Question: In the elementary school, time drips away in all the extras like fundraising, holiday celebrations, and so on. At the high school level, it’s sports that really eats into the school day, with players leaving early and disrupting classes and pep rallies. There is a culture in schools and communities that academic learning is a small part of what schools are about. How do we change that culture so that we see schools as sacred places where learning is at the core, rather than as community centers where wrapping-paper sales compete with math instruction, and where parents demand to have their children’s parties?
Hould: This is a great question. To me, the answer rests in the word you used: culture. What a school values is what is recognized. This can be seen in daily habits, procedures, and policies. Principals must lead the charge to better structure learning opportunities, to demonstrate learning as a top priority, not by what they say, but by what they practice. That having been said, as a principal I fully understand the challenges of the social aspects of the school environment, and how vital these can be to the development of our young people.

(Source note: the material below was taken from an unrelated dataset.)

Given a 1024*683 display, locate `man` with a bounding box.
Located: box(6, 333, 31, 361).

I realize the need for there to be a mix of the two, but academics and student learning must be at the forefront.
Question: Knowing what we know about the adolescent brain and the times of day when the brain is ready to learn, why are we still scheduling schools days as if no research on this existed?
Silva: Scheduling logistics (namely bus schedules) play a role, as do the work and family obligations of many adolescent students. Participation in athletics—with perceived higher stakes at the high school level—also keeps the teenage school schedule starting early and ending with time for practice. But, while some of these are practical reasons, your point is a good one. There is research to suggest that teenagers’ sleep patterns are in conflict with the early start times of high schools. I’d be interested in any large-scale surveys on what students themselves think. I worked in a school in Oakland, Calif., in the 1990s that surveyed its students on this question, and the students said they wouldn’t give up early dismissal for later start times.

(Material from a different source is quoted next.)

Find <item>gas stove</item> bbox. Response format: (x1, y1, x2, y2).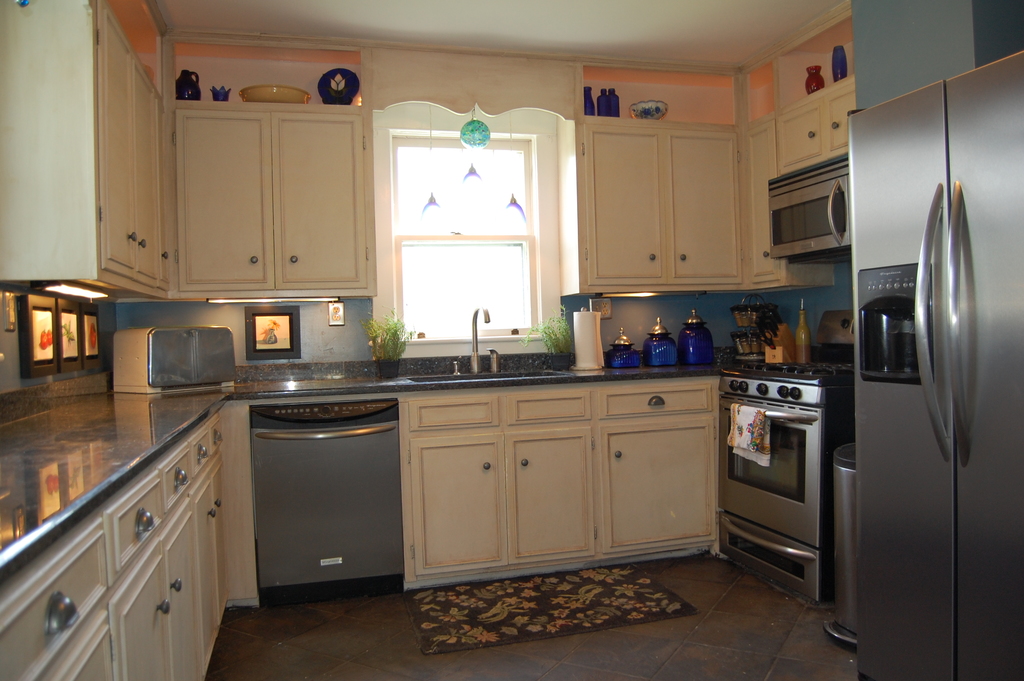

Question: What are the report’s recommendations you would most like other principals to know and act upon?
Hould: First, we must help prepare young people to be responsible citizens. The notion of the schoolhouse needs to be flexible, as students explore ways to engage with the human and other resources within the greater community. Service-learning is an example of a viable method of providing opportunities for this engagement, tapping outside resources, and creating a flexible school environment.
Second, the report highlights the significance of workplace- and college-readiness skills, such as problem-solving, reliability, and teamwork. Schools must stand ready to prepare young people for a future in which these skills will be key to success.
Finally, schools must, as the report says, “build new collaborative structures across sectors in communities and up and down government hierarchies that focus all resources on supporting academic and developmental goals for children.” Principals can and should be models of the types of partnerships needed for all children to be able to feel success.